Compelling Future or Compulsive Past


Compelling Future or Compulsive Past

One of the truly great contributions that NLP has made is to offer people a means of controlling their own lives. Gone are the days when a person might be stuck in an endless cycle of repetitive behaviors and responses resulting in the tedium of ever diminishing effectiveness. So what is the means by which these, at times near miraculous, results are achieved?

By calibrating oneself at the level of sensory specific process (how you use your internal VAKAd) direct control is gained over your immediate state of mind. With the ensuing concordant behaviors the expected desired results become a lay down misere - given appropriate skill level and compatible external factors out of your control.

So how do you consistently maintain this approach until your outcome is reached and beyond?
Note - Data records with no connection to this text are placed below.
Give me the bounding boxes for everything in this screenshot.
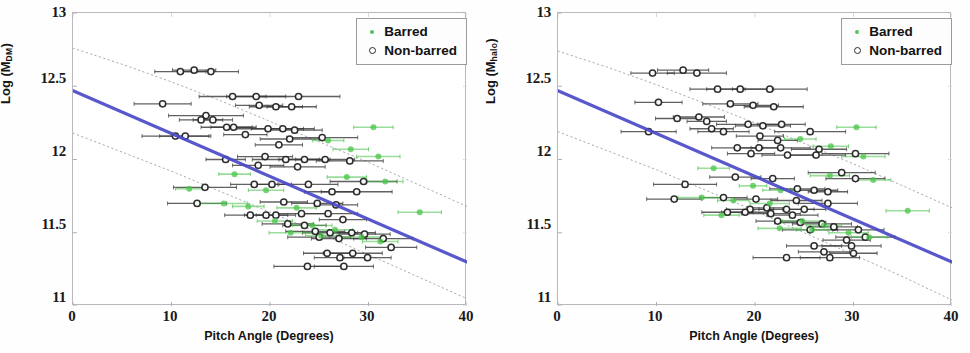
ytick-label: 11.5 bbox=[4, 216, 66, 233]
y-axis-label-right: Log (Mhalo) bbox=[483, 0, 499, 104]
y-axis-label-left: Log (MDM) bbox=[0, 0, 14, 104]
y-axis-label-subscript: halo bbox=[489, 43, 499, 62]
xtick-label: 20 bbox=[249, 308, 289, 325]
xtick-label: 0 bbox=[537, 308, 577, 325]
ytick-label: 11 bbox=[489, 289, 551, 306]
legend-label-nonbarred: Non-barred bbox=[384, 43, 457, 58]
legend-label-barred: Barred bbox=[384, 24, 428, 39]
xtick-label: 30 bbox=[832, 308, 872, 325]
legend-left: Barred Non-barred bbox=[356, 18, 467, 65]
x-axis-label-right: Pitch Angle (Degrees) bbox=[557, 329, 951, 343]
xtick-label: 40 bbox=[446, 308, 486, 325]
nonbarred-marker-icon bbox=[848, 47, 866, 54]
xtick-label: 0 bbox=[52, 308, 92, 325]
legend-item-nonbarred: Non-barred bbox=[363, 41, 457, 60]
legend-item-barred: Barred bbox=[363, 22, 457, 41]
y-axis-label-close: ) bbox=[483, 38, 498, 42]
panel-right: 13 12.5 12 11.5 11 Log (Mhalo) 0 10 20 3… bbox=[485, 0, 970, 353]
xtick-label: 20 bbox=[734, 308, 774, 325]
ytick-label: 11 bbox=[4, 289, 66, 306]
panel-left: 13 12.5 12 11.5 11 Log (MDM) 0 10 20 30 … bbox=[0, 0, 485, 353]
xtick-label: 40 bbox=[931, 308, 970, 325]
ytick-label: 12 bbox=[4, 143, 66, 160]
xtick-label: 10 bbox=[635, 308, 675, 325]
barred-marker-icon bbox=[363, 30, 381, 34]
y-axis-label-text: Log (M bbox=[483, 61, 498, 104]
y-axis-label-text: Log (M bbox=[0, 61, 13, 104]
ytick-label: 12 bbox=[489, 143, 551, 160]
xtick-label: 30 bbox=[347, 308, 387, 325]
y-axis-label-close: ) bbox=[0, 43, 13, 47]
y-axis-label-subscript: DM bbox=[4, 48, 14, 62]
dual-scatter-figure: 13 12.5 12 11.5 11 Log (MDM) 0 10 20 30 … bbox=[0, 0, 970, 353]
legend-item-nonbarred: Non-barred bbox=[848, 41, 942, 60]
nonbarred-marker-icon bbox=[363, 47, 381, 54]
legend-right: Barred Non-barred bbox=[841, 18, 952, 65]
legend-item-barred: Barred bbox=[848, 22, 942, 41]
legend-label-barred: Barred bbox=[869, 24, 913, 39]
xtick-label: 10 bbox=[150, 308, 190, 325]
legend-label-nonbarred: Non-barred bbox=[869, 43, 942, 58]
barred-marker-icon bbox=[848, 30, 866, 34]
ytick-label: 11.5 bbox=[489, 216, 551, 233]
x-axis-label-left: Pitch Angle (Degrees) bbox=[72, 329, 466, 343]
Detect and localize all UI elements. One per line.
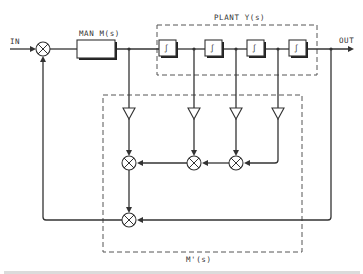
multiplier-3-icon [229, 156, 243, 170]
input-summing-junction-icon [36, 42, 50, 56]
integral-icon: ∫ [210, 44, 215, 53]
integrator-2: ∫ [205, 40, 224, 58]
gain-2-icon [188, 108, 200, 119]
arrow-icon [126, 207, 132, 213]
arrow-icon [40, 56, 46, 62]
plant-label: PLANT Y(s) [214, 13, 265, 22]
arrow-icon [244, 160, 250, 166]
multiplier-1-icon [122, 156, 136, 170]
block-diagram: IN OUT MAN M(s) PLANT Y(s) M'(s) [0, 0, 363, 274]
output-label: OUT [339, 36, 354, 45]
input-arrow-icon [30, 46, 36, 52]
output-arrow-icon [348, 46, 354, 52]
model-label: M'(s) [186, 255, 212, 264]
arrow-icon [137, 160, 143, 166]
gain-4-icon [272, 108, 284, 119]
gain-1-icon [123, 108, 135, 119]
arrow-icon [191, 150, 197, 156]
integrator-4: ∫ [289, 40, 308, 58]
model-group-box [103, 95, 302, 252]
wire [246, 119, 278, 163]
integral-icon: ∫ [252, 44, 257, 53]
man-block [77, 40, 115, 58]
integral-icon: ∫ [294, 44, 299, 53]
arrow-icon [126, 150, 132, 156]
arrow-icon [233, 150, 239, 156]
integrator-1: ∫ [159, 40, 178, 58]
diagram-svg: IN OUT MAN M(s) PLANT Y(s) M'(s) [0, 0, 363, 274]
multiplier-4-icon [122, 213, 136, 227]
integral-icon: ∫ [164, 44, 169, 53]
controller-label: MAN M(s) [79, 29, 120, 38]
arrow-icon [137, 217, 143, 223]
arrow-icon [202, 160, 208, 166]
input-label: IN [10, 37, 20, 46]
integrator-3: ∫ [247, 40, 266, 58]
main-feedback-wire [43, 58, 122, 220]
gain-3-icon [230, 108, 242, 119]
multiplier-2-icon [187, 156, 201, 170]
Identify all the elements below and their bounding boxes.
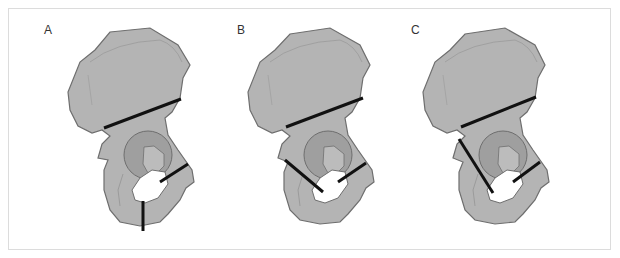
panel-b: B [200,0,400,258]
panel-a: A [0,0,200,258]
hip-bone-illustration-b [200,0,410,258]
hip-bone-b [248,28,374,224]
hip-bone-c [423,28,549,224]
hip-bone-illustration-c [400,0,610,258]
panel-c: C [400,0,600,258]
hip-bone-illustration-a [0,0,210,258]
hip-bone-a [68,28,194,226]
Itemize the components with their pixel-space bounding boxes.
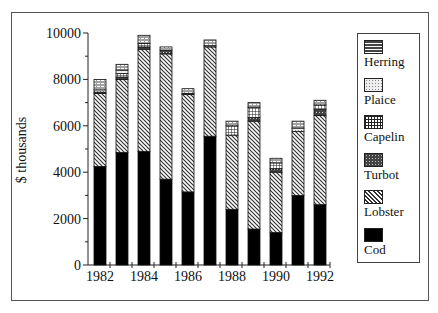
bar-1984 (138, 35, 150, 265)
bar-segment-turbot (314, 110, 326, 116)
legend-item-lobster: Lobster (364, 190, 420, 219)
y-tick-label: 8000 (53, 72, 81, 87)
bar-segment-cod (292, 195, 304, 265)
legend-label: Herring (364, 55, 420, 69)
legend-item-herring: Herring (364, 40, 420, 69)
legend-swatch (364, 78, 383, 92)
bar-segment-plaice (292, 128, 304, 131)
bar-segment-herring (94, 79, 106, 89)
bar-segment-cod (248, 229, 260, 265)
bar-segment-herring (138, 35, 150, 43)
y-tick-label: 4000 (53, 165, 81, 180)
bar-segment-cod (160, 179, 172, 265)
bar-1985 (160, 47, 172, 265)
legend: HerringPlaiceCapelinTurbotLobsterCod (357, 33, 420, 263)
bar-segment-cod (204, 136, 216, 265)
legend-item-cod: Cod (364, 228, 420, 257)
bar-segment-cod (116, 152, 128, 265)
bar-1989 (248, 103, 260, 265)
x-tick-label: 1982 (86, 269, 114, 284)
bar-1992 (314, 100, 326, 265)
bar-segment-lobster (138, 49, 150, 151)
legend-swatch (364, 153, 383, 167)
bar-segment-herring (204, 40, 216, 46)
bar-segment-herring (182, 89, 194, 94)
bar-segment-herring (226, 121, 238, 126)
bar-segment-turbot (270, 169, 282, 172)
x-tick-label: 1992 (306, 269, 334, 284)
legend-swatch (364, 190, 383, 204)
bar-segment-herring (314, 100, 326, 105)
bar-segment-lobster (160, 54, 172, 179)
bar-segment-herring (248, 103, 260, 108)
bar-segment-herring (292, 121, 304, 128)
bar-segment-lobster (270, 172, 282, 232)
bar-segment-cod (226, 209, 238, 265)
x-tick-label: 1988 (218, 269, 246, 284)
bar-1991 (292, 121, 304, 265)
bar-segment-lobster (314, 115, 326, 204)
y-tick-label: 2000 (53, 212, 81, 227)
legend-swatch (364, 40, 383, 54)
bar-segment-capelin (248, 107, 260, 117)
bar-segment-lobster (204, 47, 216, 136)
y-tick-label: 10000 (46, 26, 81, 41)
x-tick-label: 1990 (262, 269, 290, 284)
bar-segment-capelin (116, 74, 128, 77)
legend-swatch (364, 115, 383, 129)
legend-label: Cod (364, 243, 420, 257)
y-tick-label: 0 (74, 258, 81, 273)
bar-segment-capelin (226, 126, 238, 135)
bar-segment-capelin (314, 105, 326, 110)
bar-1988 (226, 121, 238, 265)
bar-1987 (204, 40, 216, 265)
bar-1990 (270, 158, 282, 265)
bar-segment-herring (270, 158, 282, 163)
bar-segment-turbot (160, 50, 172, 53)
bar-segment-cod (270, 233, 282, 265)
x-tick-label: 1986 (174, 269, 202, 284)
legend-label: Capelin (364, 130, 420, 144)
bar-1983 (116, 64, 128, 265)
bar-segment-lobster (292, 132, 304, 196)
bar-segment-lobster (182, 94, 194, 191)
bar-segment-lobster (94, 93, 106, 166)
bar-segment-herring (116, 64, 128, 70)
bar-segment-herring (160, 47, 172, 50)
legend-item-capelin: Capelin (364, 115, 420, 144)
legend-swatch (364, 228, 383, 242)
bar-1986 (182, 89, 194, 265)
bar-segment-cod (138, 151, 150, 265)
bars (94, 35, 326, 265)
bar-segment-lobster (248, 121, 260, 229)
legend-label: Plaice (364, 93, 420, 107)
bar-segment-capelin (270, 163, 282, 169)
legend-label: Turbot (364, 168, 420, 182)
bar-segment-lobster (116, 79, 128, 152)
bar-segment-turbot (248, 118, 260, 121)
legend-item-turbot: Turbot (364, 153, 420, 182)
y-tick-label: 6000 (53, 119, 81, 134)
y-axis-label: $ thousands (14, 117, 30, 184)
legend-item-plaice: Plaice (364, 78, 420, 107)
bar-segment-lobster (226, 135, 238, 209)
bar-segment-plaice (116, 70, 128, 73)
bar-segment-capelin (138, 43, 150, 46)
bar-segment-cod (314, 205, 326, 265)
bar-segment-cod (94, 166, 106, 265)
legend-label: Lobster (364, 205, 420, 219)
x-tick-label: 1984 (130, 269, 158, 284)
bar-1982 (94, 79, 106, 265)
bar-segment-cod (182, 192, 194, 265)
The answer is found in your ability to link a desired outcome to a compelling future of such an irresistible magnetism that your state of mind and behaviors are increasingly drawn to the ultimate conclusion - your outcome. A compelling future is formed by appropriate use of submodalities with your desired outcome strongly linked to your values and sense of identity.


Desired State

A simple process, it would seem, to make the world a better place, at least for yourself. What does a desired state actually reflect? Basically, the satisfaction of certain aspects of our psyche or personality. These can include our passions, coping mechanisms, compulsions, fears, perceived lack, habits, appetites, sheer sensory stimulation, societal dictates and basic wants and needs. Any analysis of these influencing driving factors will show their roots to be well and truly buried in the past. Another way to refer to these collective facets of our personality would be the Ego or the perceived self.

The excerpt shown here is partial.